Well, I just finished taking it, and I suppose it’s appropriate that it’s Halloween because there were plenty of tricks on the test. Roughly one-third of the questions seemed to be along the lines of, “Assume you are an idiot, and you enjoy wasting your time doing stupid things. Here is an example of one of the many stupid things you might try. What would happen?” For example, what would happen if you had a PHP 4-style constructor and a PHP-5-style constructor in the same class? What is the difference in the return values (not the output!) of print versus echo?

Questions like these are bad because they rely solely on educated guesses about PHP’s behavior—after all, most people will not have tried to do things like this. That would be fine if PHP were consistent, but one of PHP’s biggest flaws is its complete lack of consistency. You can never really predict how PHP will react to an exotic code sequence without just trying it and finding out, because there are very few rules that apply across the board. Sometimes PHP will try to discern what you meant and other times it will error out. Occasionally, and most egregiously, it will fail silently.

Not quite as bad but still annoying is the third of the exam consisting of questions about functions that most PHP programmers rarely or never use. When’s the last time you wrote a custom stream, for instance? And perhaps like any good programmer who commits inane things to memory and never uses an IDE or PHP.net you have memorized all of the parameters of all functions, ever. Can tell me exactly what a “1″ in this particular argument position does? And if you want this particular behavior, should it be a constant in this spot or a Boolean value?

Now, to be fair, the entire exam isn’t like that, and if you’ve been adding in your head I’m only up to two thirds. The final third of the questions is actually quite reasonable and covers object-oriented programming concepts in PHP, basic design patterns, implementation of interfaces versus abstract classes, multiple inheritance, E_STRICT compliance, and so on. These are good—they actually test if you understood how PHP 5 works on a broad level, and understanding broad concepts is far more important as a programmer than memorizing the effect of little-used parameters and the return values of things that you would never want the return value for—even if you’re testing knowledge of a specific language.

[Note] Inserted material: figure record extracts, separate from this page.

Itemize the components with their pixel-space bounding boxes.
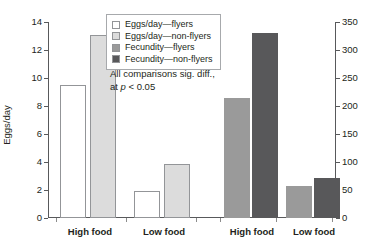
y-tick-left	[44, 134, 48, 135]
significance-annotation: All comparisons sig. diff., at p < 0.05	[110, 68, 215, 93]
x-tick	[56, 218, 57, 222]
legend-label: Fecundity—non-flyers	[125, 55, 213, 64]
y-tick-left	[44, 162, 48, 163]
y-tick-right	[336, 106, 340, 107]
annotation-suffix: < 0.05	[126, 81, 155, 92]
y-tick-right	[336, 50, 340, 51]
y-tick-right	[336, 162, 340, 163]
legend-swatch-icon	[112, 55, 120, 63]
y-tick-left	[44, 106, 48, 107]
y-tick-label-right: 50	[342, 185, 353, 195]
legend-item: Eggs/day—non-flyers	[112, 31, 213, 43]
x-tick	[276, 218, 277, 222]
y-tick-label-right: 250	[342, 73, 358, 83]
annotation-line-2: at p < 0.05	[110, 81, 215, 94]
bar	[164, 164, 190, 218]
y-tick-label-right: 0	[342, 213, 347, 223]
legend-item: Fecundity—flyers	[112, 42, 213, 54]
legend-label: Eggs/day—non-flyers	[125, 32, 211, 41]
annotation-prefix: at	[110, 81, 121, 92]
legend-swatch-icon	[112, 21, 120, 29]
legend-label: Fecundity—flyers	[125, 43, 195, 52]
bar	[252, 33, 278, 218]
y-tick-label-left: 2	[37, 185, 42, 195]
y-tick-label-right: 350	[342, 17, 358, 27]
y-tick-label-right: 100	[342, 157, 358, 167]
y-tick-right	[336, 78, 340, 79]
y-axis-left-spine	[48, 22, 49, 218]
legend-swatch-icon	[112, 44, 120, 52]
y-tick-right	[336, 134, 340, 135]
y-axis-left-title: Eggs/day	[1, 105, 12, 145]
y-tick-left	[44, 22, 48, 23]
legend-swatch-icon	[112, 32, 120, 40]
x-tick	[196, 218, 197, 222]
x-axis-label: Low food	[143, 226, 185, 237]
x-tick	[220, 218, 221, 222]
y-tick-label-left: 10	[31, 73, 42, 83]
bar	[314, 178, 340, 218]
y-tick-label-left: 12	[31, 45, 42, 55]
y-tick-left	[44, 78, 48, 79]
x-axis-label: High food	[230, 226, 274, 237]
x-tick	[126, 218, 127, 222]
x-tick	[332, 218, 333, 222]
y-tick-label-left: 4	[37, 157, 42, 167]
legend-label: Eggs/day—flyers	[125, 20, 193, 29]
bar	[134, 191, 160, 218]
bar	[224, 98, 250, 218]
legend-item: Fecundity—non-flyers	[112, 54, 213, 66]
y-tick-label-left: 6	[37, 129, 42, 139]
chart-legend: Eggs/day—flyersEggs/day—non-flyersFecund…	[106, 14, 221, 70]
y-tick-label-left: 14	[31, 17, 42, 27]
x-axis-label: High food	[68, 226, 112, 237]
y-tick-right	[336, 218, 340, 219]
y-tick-left	[44, 218, 48, 219]
y-tick-label-left: 0	[37, 213, 42, 223]
y-tick-label-right: 300	[342, 45, 358, 55]
y-tick-label-right: 150	[342, 129, 358, 139]
y-tick-right	[336, 22, 340, 23]
chart-figure: Eggs/day Number of eggs 02468101214 0501…	[0, 0, 379, 249]
bar	[286, 186, 312, 218]
legend-item: Eggs/day—flyers	[112, 19, 213, 31]
y-tick-left	[44, 190, 48, 191]
annotation-line-1: All comparisons sig. diff.,	[110, 68, 215, 81]
x-axis-label: Low food	[293, 226, 335, 237]
y-tick-label-right: 200	[342, 101, 358, 111]
y-tick-label-left: 8	[37, 101, 42, 111]
y-tick-left	[44, 50, 48, 51]
bar	[60, 85, 86, 218]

We took the test on paper (I had been told it would be on a computer and scored instantly), so I have to wait a week for my results. I have been programming in PHP for seven years now (starting with version 3 in 1999) and strictly in version 5 for the last year and a half. I also attended an excellent, mostly-English 8-hour prep session by Christian Wenz as part of the 2006 Zend PHP Conference. Tellingly, Christian again and again said things like, “You’ll never encounter this in the real world, but it might be on the exam.” Despite all that, I frankly have no idea if I’ll pass or not.

As I was leaving, I rode the elevator with a fellow test-taker. “I feel like I’m back in high school,” he said, “and I just failed the SAT.” Tell me about it.

Update: I passed.

Note: None of the specific questions I’ve written here are actual questions I encountered as part of the exam. However, they are similar in nature for the purposes of example.